Show and Tell

In our Zoom critique session this morning, we of Crème de la Crime got into a discussion of when to show and action or emotion and when to tell.

The oft-repeated direction is ‘show, don’t tell.’ Like any rule, particularly any rule in writing, it’s made to be broken.

Show is usually better. More action, and it calls on the reader’s imagination, which we authors hope draws the reader into the story.

But …

As our member Karl pointed out, sometimes it takes a paragraph of show to carry out what a sentence of tell can do.

In the end, Greg rewrote the Serenity Prayer thusly:

God, grant me the focus to show when it's warranted,
the brevity to tell when appropriate,
and the wisdom the know the difference.

What Goes Around

I want to step aside from the inexorable (I hope) progress toward publication of Fatal Score for today’s post.

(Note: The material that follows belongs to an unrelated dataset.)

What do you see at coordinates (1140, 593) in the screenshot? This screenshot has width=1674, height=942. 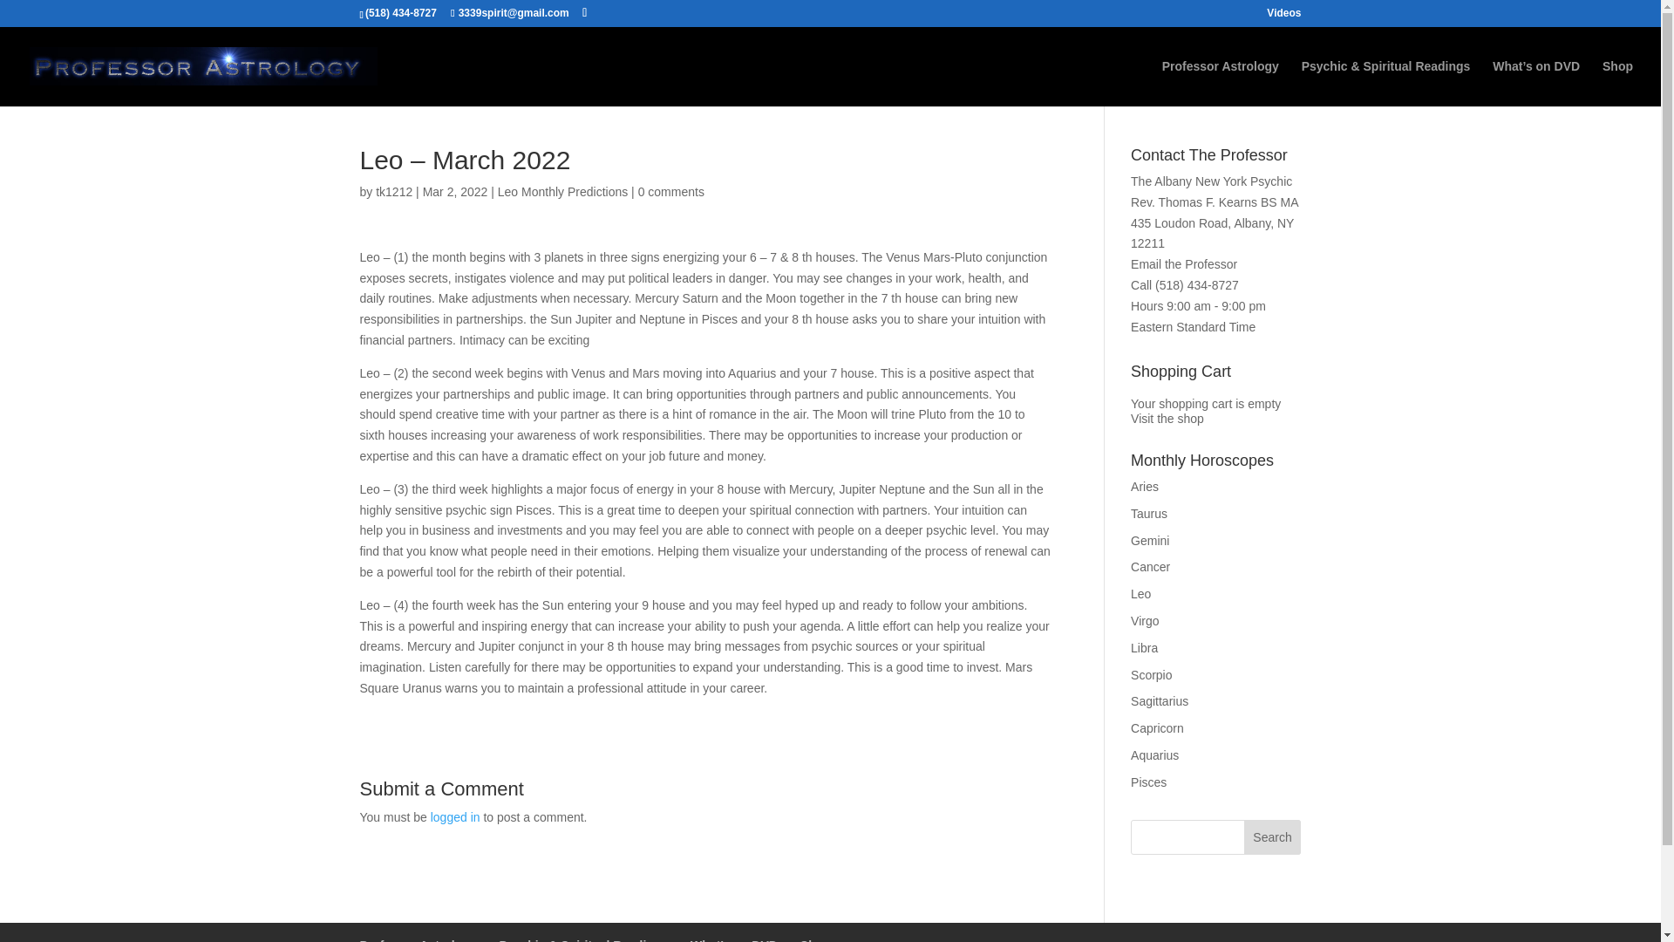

 I’m reading a fine book on the history of writing, The Written Word: The Power of Stories to Shape People, History and Civilization, by Martin Puchner.  It has all sorts of fascinating facts, but what struck me today was his reminder that the great thinkers of the early age of literacy didn’t write things down. Socrates needed Plato; Jesus, the Disciples; Confucius and the Buddha, followers and students.  In particular, Plato has Socrates complaining (Puchner’s words): “You couldn’t ask a piece of writing follow-up questions; words would be taken out of context in which they were spoken.”  To hear is authentic; writing is a pale counterfeit of the thought behind the words to Socrates.

Interesting, then, that the standout growth segment of a slow-growing publishing market is audiobooks.  Maybe what goes around does, indeed, come around.

Check out the first chapter of the Fatal Score audiobook here.